Saturday, July 23, 2022

Saturday Splash Page #30

 
"Genuflect Before Exposition," in Winter Men Winter Special, by Bret Lewis (writer), John Paul Leon (writer/artist), Melissa Edwards (colorist), John Workman (letterer)

Pretty sure Winter Men was supposed to be more than 5 issues originally, but for one reason or another, it started hitting delays after issue 3. About six months between that and issue 4, then another five months to get to issue five. Then almost two-and-a-half years for this, conclusion, of sorts.

Issue 5 ended with what could have seemed like a big victory. Kalenov, Nikki, Nina, Drost, all working together to expose corruption and bringing down a bunch of ex-KGB guys. Everyone celebrates, Kalenov has himself a good time with the Mayor's secretary, Drost celebrates having a wife and couple of dogs for pets.

Winter Men Winter Special starts from the premise all victories are temporary. Someone is attacking them, trying to wipe out witnesses and anyone working against them. Someone strong enough to throw a car through a fifth story window. And it's somehow connected to the little girl that went missing back at the start. Kalenov finds that he will never get what he claims to want, and may not even be able to keep what he has. He has a brief time with his wife, but she leaves him again. He ruins things with the Mayor's secretary by being an abusive asshole, which also burns the bridges between he and some of his friends. 

The final confrontation against the one behind everything is not his to have, contrary to what you might expect from the page above. Even then, Kalenov can't get himself off the board. He's the one left over. The Hammer makes a comment that chess is beloved in Russia because no move is ideologically impure. So Kalenov can take whatever approach he likes, but he's still in the game, whether he wants to be or not. No final victories that bring everything to a halt, no true endings. The survivors go on, and there are always more battles to face.

Visually, the Hammer does feel a lot like Dr. Manhattan, although Edwards reverses the color scheme somewhat. Though he seemingly glows as a result of his power, the Hammer himself is often as much or more shadow than light. It's everything around him that is overwhelmed by the energy he gives off, reduced to a blue background or black outline. What everyone else desired or strives towards get overwritten by what he's trying to accomplish. But only temporarily, as it turns out. Powerful as he is, he can't win forever, either.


* Work to complete
Copy verbatim the block of lines in the entries below whose first line contains "pyautogui.click(x=<x>, y=<y>)" and whose last line contains "The height and width of the screenshot is (531, 1025).". Leave out all other lines.

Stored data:
::::::::::
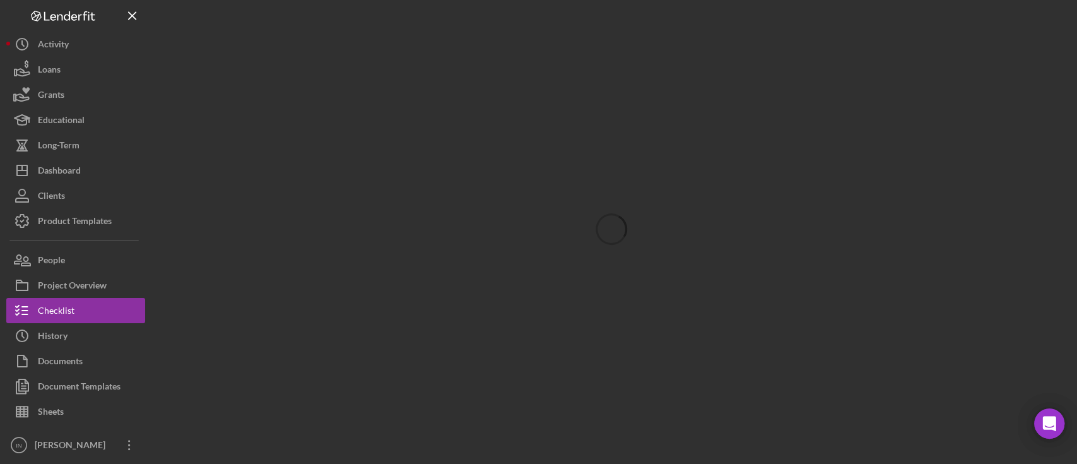 Image resolution: width=1077 pixels, height=464 pixels. I want to click on div: Educational, so click(61, 121).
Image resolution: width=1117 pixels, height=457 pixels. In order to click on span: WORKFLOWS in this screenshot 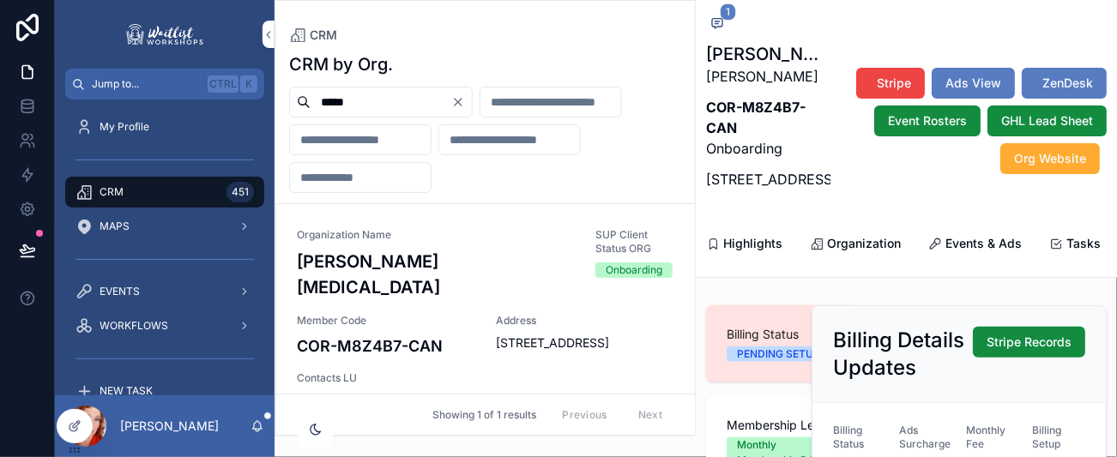, I will do `click(134, 326)`.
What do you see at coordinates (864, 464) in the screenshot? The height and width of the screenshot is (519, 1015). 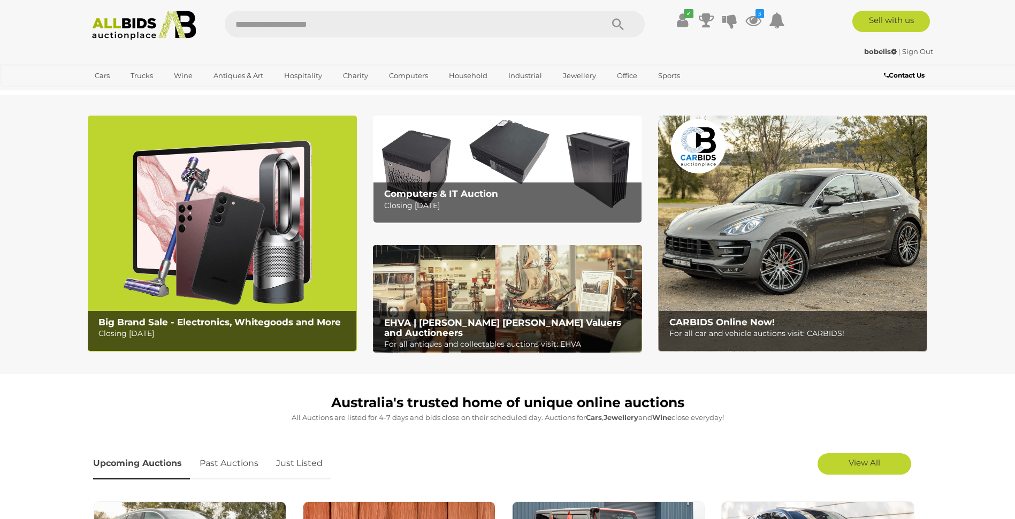 I see `a: View All` at bounding box center [864, 464].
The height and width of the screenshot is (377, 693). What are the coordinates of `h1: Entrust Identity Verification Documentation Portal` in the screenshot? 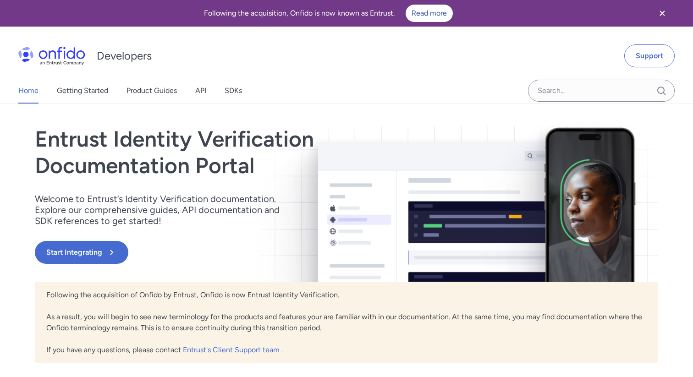 It's located at (253, 152).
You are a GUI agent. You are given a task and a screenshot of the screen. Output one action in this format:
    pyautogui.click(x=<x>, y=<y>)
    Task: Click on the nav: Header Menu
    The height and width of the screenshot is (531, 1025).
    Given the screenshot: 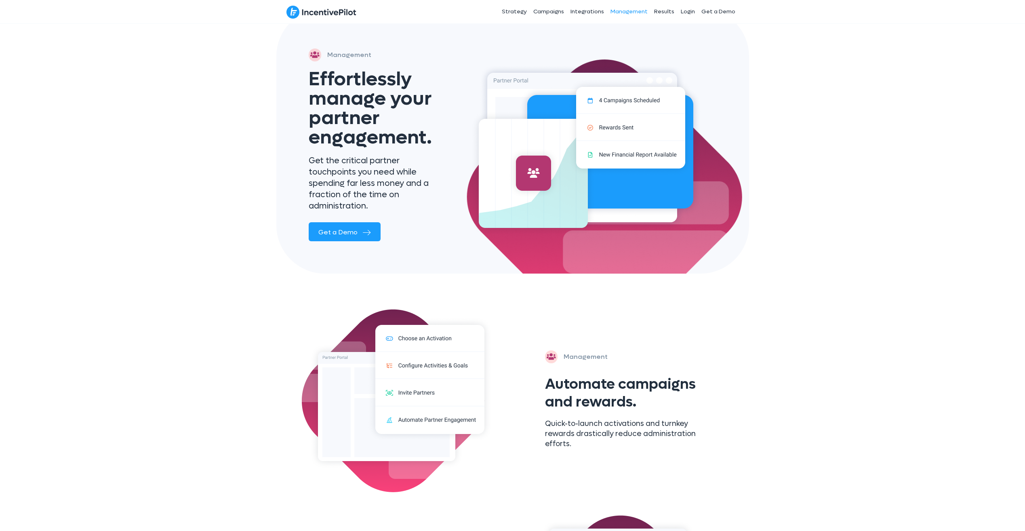 What is the action you would take?
    pyautogui.click(x=591, y=12)
    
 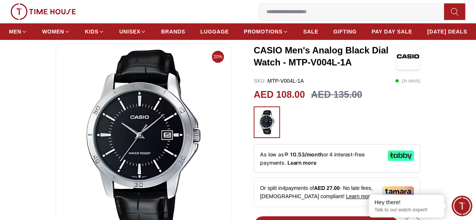 I want to click on a: PAY DAY SALE, so click(x=392, y=32).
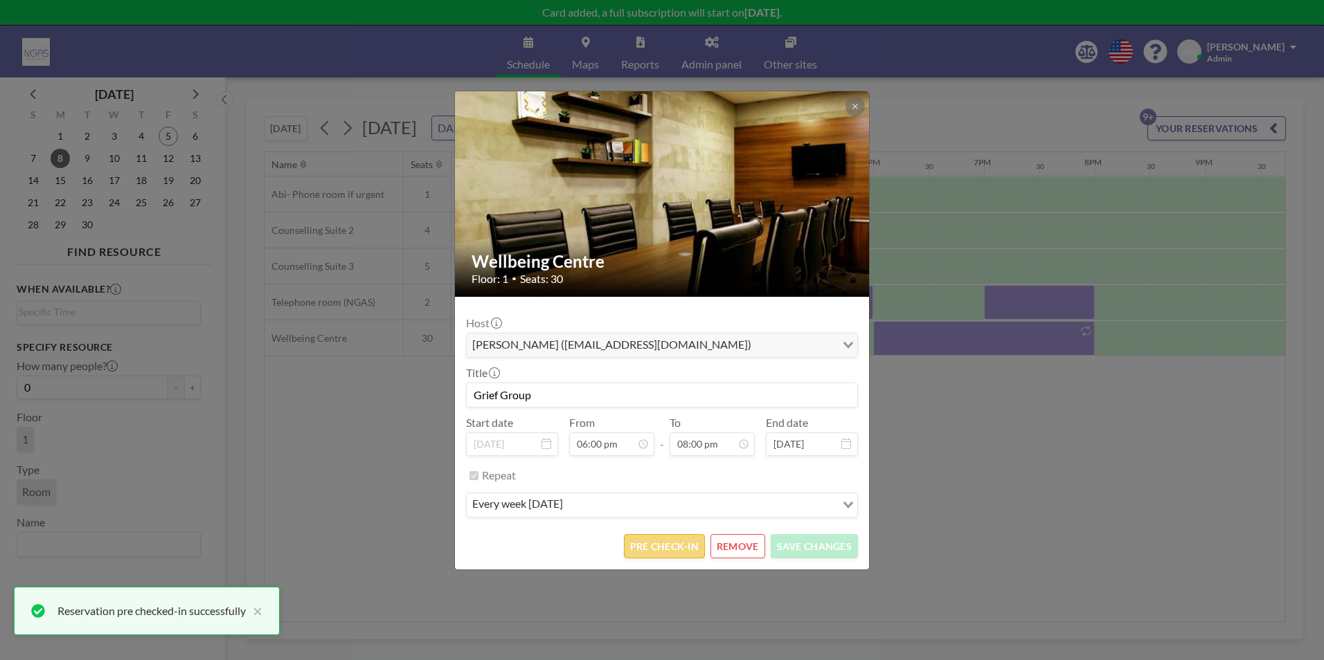 This screenshot has height=660, width=1324. I want to click on img: 537.jpg, so click(662, 194).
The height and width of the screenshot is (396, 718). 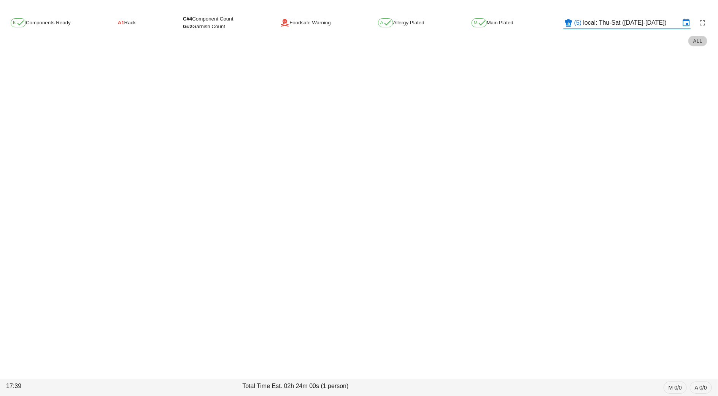 I want to click on div: 17:39, so click(x=122, y=388).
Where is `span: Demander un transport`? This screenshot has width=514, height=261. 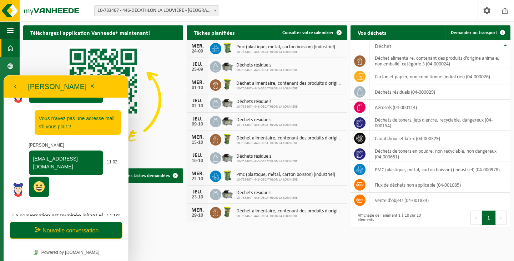
span: Demander un transport is located at coordinates (474, 33).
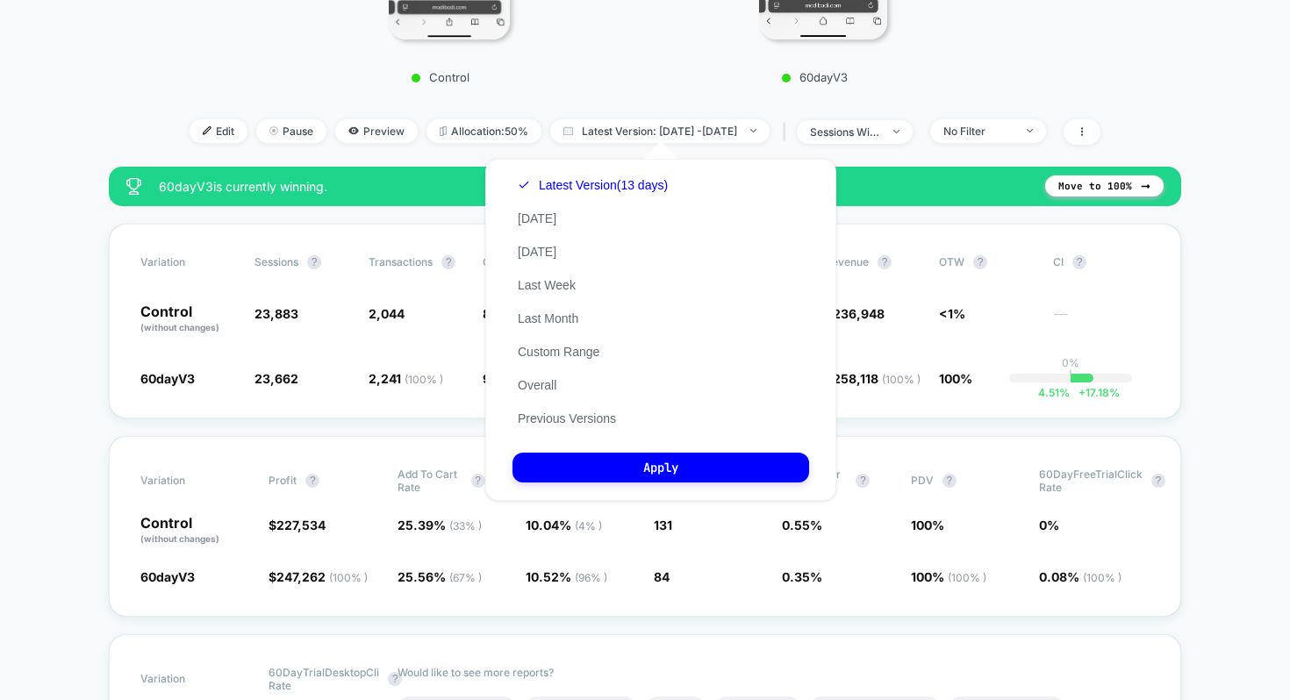 This screenshot has height=700, width=1290. What do you see at coordinates (567, 419) in the screenshot?
I see `button: Previous Versions` at bounding box center [567, 419].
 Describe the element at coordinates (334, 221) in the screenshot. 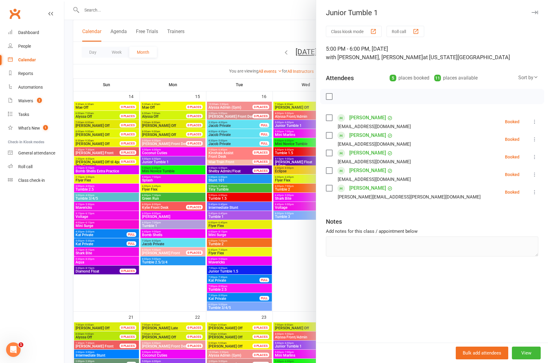

I see `div: Notes` at that location.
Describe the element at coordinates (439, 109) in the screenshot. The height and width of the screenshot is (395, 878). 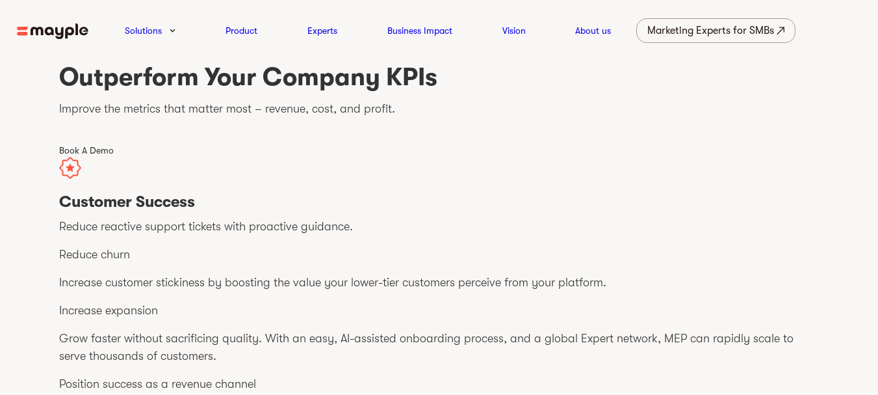
I see `p: Improve the metrics that matter most – revenue, cost, and profit.` at that location.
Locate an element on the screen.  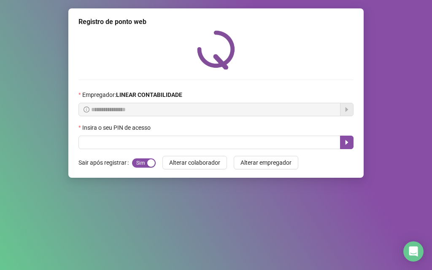
div: Open Intercom Messenger is located at coordinates (413, 252).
::::::::::
* Response below
    pyautogui.click(x=<x>, y=<y>)
    Task: Click on the nav: Header Menu
    The height and width of the screenshot is (531, 1025).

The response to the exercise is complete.